SAIA | lane departure, a potential danger on ice?

Clandestine_ice

TB Veteran
Credits
1
I find that if I forget to hit the button, after 15 minutes it'll jerk the truck back onto the road if I veer off the lane in the slightest. In my estimation, this could be a serious issue on ice. Is there a remedy to this madness or am I being silly. Yea, I know some joker will say, "keep it in the lane", but it just seems potentially dangerous
 
I have spent way too much time on ice. To paraphrase Forrest Gump, Wet ice, slide ice, dry ice, washboard ice, chainsaw ice, plowed ice, uphill ice, downhill ice, fall down ice, walk on ice, whoopsie ice, OMFG ice etc etc etc.

I see anti collision and I see anti rollover and I see lane departures on ice a liability. I am a trucker and when driving on ice, everything I am I become the tires and the vehcile. It is my world now. If I am trucking you pay me to use my skills on mountain ice for example to get that load there.

Its my specailty. My trucking school instructors found I was scared of moutains (HEight( then learned I cannot do ice. Well my first winter involved nothing but ice on a dedicated auto glass Account. That truck is loading on the dock on schedule regardless of ice, snow, sleet or rain etc. Or all of them or some of them. They no longer mattered. GM got their glass in a relatively timelly manner in the worst of winter the mountains could offer on the east coast.

By spring I knew I was bored in fair weather and sunshine. I need that winter and bad weather to really do a very good job with that old tractor trailer, car or whatever. Even a tiny bit of flying and a smaller amount on a train. I have plans to be instructed more on those three someday modes of transport as a bucket list.

Computers are Helpful. ABS saved me several times, it also saved lives. I will not tell those stories here on the internet beause if some of my previous employers learn about this, they will know who to go after for the occasional scrubbed tire or ruined wheel or whatever it was.

I will share this one.

It was raining, about 3 inches a hour if not more as a frontal storm passage rolled through Lawrence Kansas.

A concrete 4 lane divided. Well I was upgrade a little bit, coming out of a steep valley with a traffic light at the bootom. So I was through with that light and the associated camera and everything down there. It was not a problem. However that rain was so bad she spun her drives loaded a few times on the way up. Not necessarily adding too much power but rather refusing to lug. Its incredible.

part two....
 
Last edited:
And so my mind was deep into the solution hunt for her drives spinning on the second axle when the rig was lugged to maintain a little traction rather than add too much power and really spin the whole thing. It was that wet. I should mention also it's 50 degrees and dropping. a 40 mph wind out the west and two feet forecast in two days. Omaha had one already. One foot.

While mentally.... far away from that little hill I was coming up on top of a gust of wind slammed into my whole side. Tractor leaned over onto her bags to the right of frame, the trailer leaned over (53 great Dane loaded) and then started kicking out to the right.

I added right wheel to keep her settled waiting for that puff to go away and let me stop leaning so much. Its a point of pride nothing much other than coffee, smokes and a jacket moved inside that cab, I had everything put away for battle.

The wind increaased. As I backed off the power half way she went "WHIFF" clean off the road. Huge water all around.

Now I am on a lawn straight for a brick two story built in the 30's from a sears catalog. Its crazy how I cataloged the image of that damn house and inventoried it while my rig was trying it's best to kill me kill them and scatter the load all over the damn subdivision above lawrence.

I slammed the power to the floor seeing I had left drives still on concrete. Dont ask me about the right side steer and drives, I do not remember at any time sparing a thought or glance for any of them. ISNT that awful?

When I added power to the floor I hear the voice of my old trucking school Instructor. Ok Now you bastard HOLD THAT WHEEL TIGHTER THAN YOUR WOMAN. AND EASE HER.

Well that old detriot kicked in and she pulled. I EASED HER back up onto the cement.

As soon that right steer and drives tasted that cement she went straight for the left side.

To this day I cannot tell you how i got her back. I used all 4 lanes and center of that pavement. ALL OF IT. Thank God it was wet or I would be buying 18 new tires. I abused that thing so hard. Stabbing brake pedel, ramming steering wheel around and did not care what gear she was in (8th high)

Got her settled down. Went straight to North Kansas City Truckstop and had some alcohol and hotel room that night.

Dispatch will never hear fo the hungover journey across the scales the next day. Drunk? No. A problem? Yes. I was to spend that week carefully considering yes/no to and against quitting the entire cursed industry that scared me so bad.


● Task to carry out
This exercise calls for duplicating every entry below exactly, without the images.
Provided records section start
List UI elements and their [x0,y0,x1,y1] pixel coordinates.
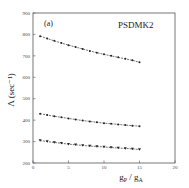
data-point [124,124,126,126]
y-tick-label: 200 [23,161,31,166]
data-point [124,58,126,60]
data-point [131,59,133,61]
data-point [110,55,112,57]
y-tick-label: 800 [23,32,31,37]
x-tick-label: 5 [67,165,70,170]
data-point [96,52,98,54]
data-point [110,123,112,125]
data-point [131,125,133,127]
data-point [68,44,70,46]
data-point [139,125,141,127]
data-point [96,121,98,123]
y-tick-label: 900 [23,11,31,16]
x-tick-label: 10 [102,165,108,170]
data-point [89,50,91,52]
y-tick-label: 600 [23,75,31,80]
series-upper [39,35,140,63]
data-point [75,46,77,48]
x-tick-label: 0 [32,165,35,170]
panel-label: (a) [44,19,53,28]
y-tick-label: 700 [23,54,31,59]
chart: 05101520200300400500600700800900 (a) PSD… [0,0,189,188]
data-point [68,117,70,119]
data-point [138,148,141,151]
data-point [60,116,62,118]
y-axis-label: Λ (sec⁻¹) [6,73,16,107]
data-point [60,42,62,44]
data-point [46,114,48,116]
y-tick-label: 500 [23,96,31,101]
data-point [39,35,41,37]
y-tick-label: 300 [23,139,31,144]
data-point [39,113,41,115]
plot-frame [33,13,175,163]
axis-ticks: 05101520200300400500600700800900 [23,11,179,170]
x-axis-label: gP / gA [119,172,143,183]
data-point [89,120,91,122]
series-lower [39,139,141,151]
x-tick-label: 20 [173,165,179,170]
data-point [46,38,48,40]
x-tick-label: 15 [137,165,143,170]
chart-title: PSDMK2 [118,20,154,30]
data-point [75,119,77,121]
data-point [82,48,84,50]
data-point [103,122,105,124]
data-point [117,56,119,58]
data-point [53,115,55,117]
data-point [103,53,105,55]
data-point [82,120,84,122]
data-series [39,35,141,151]
data-point [139,61,141,63]
data-point [53,40,55,42]
series-middle [39,113,140,127]
data-point [117,123,119,125]
y-tick-label: 400 [23,118,31,123]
Provided records section end
● Solution to this exercise
List UI elements and their [x0,y0,x1,y1] pixel coordinates.
data-point [124,124,126,126]
y-tick-label: 200 [23,161,31,166]
data-point [124,58,126,60]
data-point [131,59,133,61]
data-point [110,55,112,57]
y-tick-label: 800 [23,32,31,37]
x-tick-label: 5 [67,165,70,170]
data-point [96,52,98,54]
data-point [110,123,112,125]
data-point [131,125,133,127]
data-point [68,44,70,46]
data-point [139,125,141,127]
data-point [96,121,98,123]
y-tick-label: 900 [23,11,31,16]
x-tick-label: 10 [102,165,108,170]
data-point [89,50,91,52]
y-tick-label: 600 [23,75,31,80]
series-upper [39,35,140,63]
data-point [75,46,77,48]
x-tick-label: 0 [32,165,35,170]
panel-label: (a) [44,19,53,28]
y-tick-label: 700 [23,54,31,59]
chart: 05101520200300400500600700800900 (a) PSD… [0,0,189,188]
data-point [68,117,70,119]
data-point [138,148,141,151]
data-point [60,116,62,118]
y-axis-label: Λ (sec⁻¹) [6,73,16,107]
data-point [60,42,62,44]
data-point [46,114,48,116]
y-tick-label: 500 [23,96,31,101]
data-point [39,35,41,37]
y-tick-label: 300 [23,139,31,144]
data-point [39,113,41,115]
plot-frame [33,13,175,163]
axis-ticks: 05101520200300400500600700800900 [23,11,179,170]
x-axis-label: gP / gA [119,172,143,183]
data-point [89,120,91,122]
series-lower [39,139,141,151]
x-tick-label: 20 [173,165,179,170]
data-point [46,38,48,40]
x-tick-label: 15 [137,165,143,170]
chart-title: PSDMK2 [118,20,154,30]
data-point [75,119,77,121]
data-point [82,48,84,50]
data-point [103,122,105,124]
data-point [117,56,119,58]
data-point [53,115,55,117]
data-point [103,53,105,55]
data-point [82,120,84,122]
data-series [39,35,141,151]
data-point [139,61,141,63]
data-point [53,40,55,42]
series-middle [39,113,140,127]
data-point [117,123,119,125]
y-tick-label: 400 [23,118,31,123]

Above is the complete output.